His job title may be custodian, but it would be an oversimplification of John’s importance to Northmont Elementary to boil his contributions down to one word.
“John uses his powerful story to touch the lives of the children at his school,” La Mesa-Spring Valley Superintendent David Feliciano said. “The fact that he knows he is called to his work and that is so much more than a job. John is proof that all of us who work in schools, regardless of position, can be educators and life changers.”
Beyond what’s written in his job description, John takes on the responsibility of being the first face children see at Northmont when they arrive at school.
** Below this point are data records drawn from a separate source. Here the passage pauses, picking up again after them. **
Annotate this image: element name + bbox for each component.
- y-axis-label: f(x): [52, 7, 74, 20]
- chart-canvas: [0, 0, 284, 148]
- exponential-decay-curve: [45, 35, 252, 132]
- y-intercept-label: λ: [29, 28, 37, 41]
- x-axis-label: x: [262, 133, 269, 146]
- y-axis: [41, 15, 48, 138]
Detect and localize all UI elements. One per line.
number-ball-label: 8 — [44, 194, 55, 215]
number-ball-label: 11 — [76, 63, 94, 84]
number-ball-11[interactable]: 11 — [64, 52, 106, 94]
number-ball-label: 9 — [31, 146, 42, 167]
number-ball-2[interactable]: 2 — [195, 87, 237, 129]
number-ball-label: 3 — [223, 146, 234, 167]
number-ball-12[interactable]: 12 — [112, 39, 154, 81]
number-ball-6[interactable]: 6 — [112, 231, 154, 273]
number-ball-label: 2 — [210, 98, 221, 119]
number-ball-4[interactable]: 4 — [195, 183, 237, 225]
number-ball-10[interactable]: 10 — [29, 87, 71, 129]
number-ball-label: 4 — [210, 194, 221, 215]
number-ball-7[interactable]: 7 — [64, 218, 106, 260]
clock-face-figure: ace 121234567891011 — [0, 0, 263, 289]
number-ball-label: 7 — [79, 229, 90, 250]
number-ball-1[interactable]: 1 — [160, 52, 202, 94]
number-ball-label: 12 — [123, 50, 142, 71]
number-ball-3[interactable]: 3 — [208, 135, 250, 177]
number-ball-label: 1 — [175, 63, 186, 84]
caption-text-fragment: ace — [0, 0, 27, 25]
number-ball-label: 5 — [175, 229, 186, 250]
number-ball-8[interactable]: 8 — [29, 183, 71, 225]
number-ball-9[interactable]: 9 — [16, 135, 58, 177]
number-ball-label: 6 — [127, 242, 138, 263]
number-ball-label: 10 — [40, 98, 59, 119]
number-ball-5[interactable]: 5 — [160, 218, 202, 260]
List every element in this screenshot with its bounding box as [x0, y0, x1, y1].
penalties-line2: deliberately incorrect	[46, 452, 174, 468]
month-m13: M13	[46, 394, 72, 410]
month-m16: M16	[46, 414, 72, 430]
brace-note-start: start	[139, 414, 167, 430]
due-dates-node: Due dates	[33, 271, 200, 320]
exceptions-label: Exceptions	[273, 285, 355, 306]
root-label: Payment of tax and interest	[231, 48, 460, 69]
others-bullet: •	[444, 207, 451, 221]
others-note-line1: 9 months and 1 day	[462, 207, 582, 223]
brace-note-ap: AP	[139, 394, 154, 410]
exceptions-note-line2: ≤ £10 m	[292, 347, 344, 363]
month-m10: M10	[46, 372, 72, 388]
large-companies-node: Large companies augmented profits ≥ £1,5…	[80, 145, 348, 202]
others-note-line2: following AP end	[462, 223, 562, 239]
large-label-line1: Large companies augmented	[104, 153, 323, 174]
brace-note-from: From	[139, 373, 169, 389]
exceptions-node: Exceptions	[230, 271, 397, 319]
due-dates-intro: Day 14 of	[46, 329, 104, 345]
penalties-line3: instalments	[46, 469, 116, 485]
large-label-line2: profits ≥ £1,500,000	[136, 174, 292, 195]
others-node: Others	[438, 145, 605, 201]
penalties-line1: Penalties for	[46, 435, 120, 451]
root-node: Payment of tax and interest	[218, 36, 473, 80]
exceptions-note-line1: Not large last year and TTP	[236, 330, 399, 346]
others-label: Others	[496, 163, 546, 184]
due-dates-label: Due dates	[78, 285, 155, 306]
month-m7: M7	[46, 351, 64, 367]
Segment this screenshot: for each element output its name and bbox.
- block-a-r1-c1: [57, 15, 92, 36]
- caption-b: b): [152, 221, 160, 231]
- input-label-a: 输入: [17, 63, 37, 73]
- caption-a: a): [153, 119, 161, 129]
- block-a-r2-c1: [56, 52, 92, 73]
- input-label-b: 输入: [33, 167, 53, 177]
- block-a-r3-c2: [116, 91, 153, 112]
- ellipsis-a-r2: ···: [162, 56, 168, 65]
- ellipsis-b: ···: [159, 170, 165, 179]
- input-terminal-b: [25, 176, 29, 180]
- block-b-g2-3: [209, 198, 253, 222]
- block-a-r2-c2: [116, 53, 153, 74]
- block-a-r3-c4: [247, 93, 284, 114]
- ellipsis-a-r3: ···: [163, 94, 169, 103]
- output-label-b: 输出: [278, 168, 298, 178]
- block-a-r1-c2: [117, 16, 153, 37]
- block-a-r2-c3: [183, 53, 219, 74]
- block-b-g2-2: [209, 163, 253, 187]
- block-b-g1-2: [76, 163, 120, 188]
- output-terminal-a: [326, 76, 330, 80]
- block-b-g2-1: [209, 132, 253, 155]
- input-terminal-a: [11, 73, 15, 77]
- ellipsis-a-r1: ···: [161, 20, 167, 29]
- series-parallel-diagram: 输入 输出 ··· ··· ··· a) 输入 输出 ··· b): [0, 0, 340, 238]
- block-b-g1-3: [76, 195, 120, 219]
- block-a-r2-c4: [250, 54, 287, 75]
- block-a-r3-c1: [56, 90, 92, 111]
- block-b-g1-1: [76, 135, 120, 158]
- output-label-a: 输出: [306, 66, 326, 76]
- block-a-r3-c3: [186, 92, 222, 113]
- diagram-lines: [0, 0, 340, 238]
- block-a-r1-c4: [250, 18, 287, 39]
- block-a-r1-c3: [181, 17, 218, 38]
“I'm the one that has that first glance that could be the make-or-break whether or not a kid has a positive day,” he said. “They look at us and how we interact with them, how we're acting, whether it's our facial expressions or just our tone. I think that being in the custodial role, it gives me the first chance to be that positive influence on that kid.”
It was the opportunity to fill that role for not just a handful of students but everyone on campus each day that told him he was in the right place. It all began out of a desire to gain experience working with children while studying to become a teacher after leaving the Navy.
“While I was going to school to become a teacher, I fell in love with being a custodian,” he said. “I felt like I was wasting my time going to school to teach because I’d already found where I was supposed to be.”
John is the first to point out that he’s not the only classified employee who goes the extra mile for their students. But there is only one John Sullivan and only one person who could create the kind of welcoming and safe atmosphere students at Northmont Elementary have.
“I just happen to be the one that got recognized this year,” he demurs. “But there's hundreds of people, thousands of people that deserve this award, that do exactly what I do on a daily basis with smiles on their faces. It's just a humbling experience to be able to represent custodians.”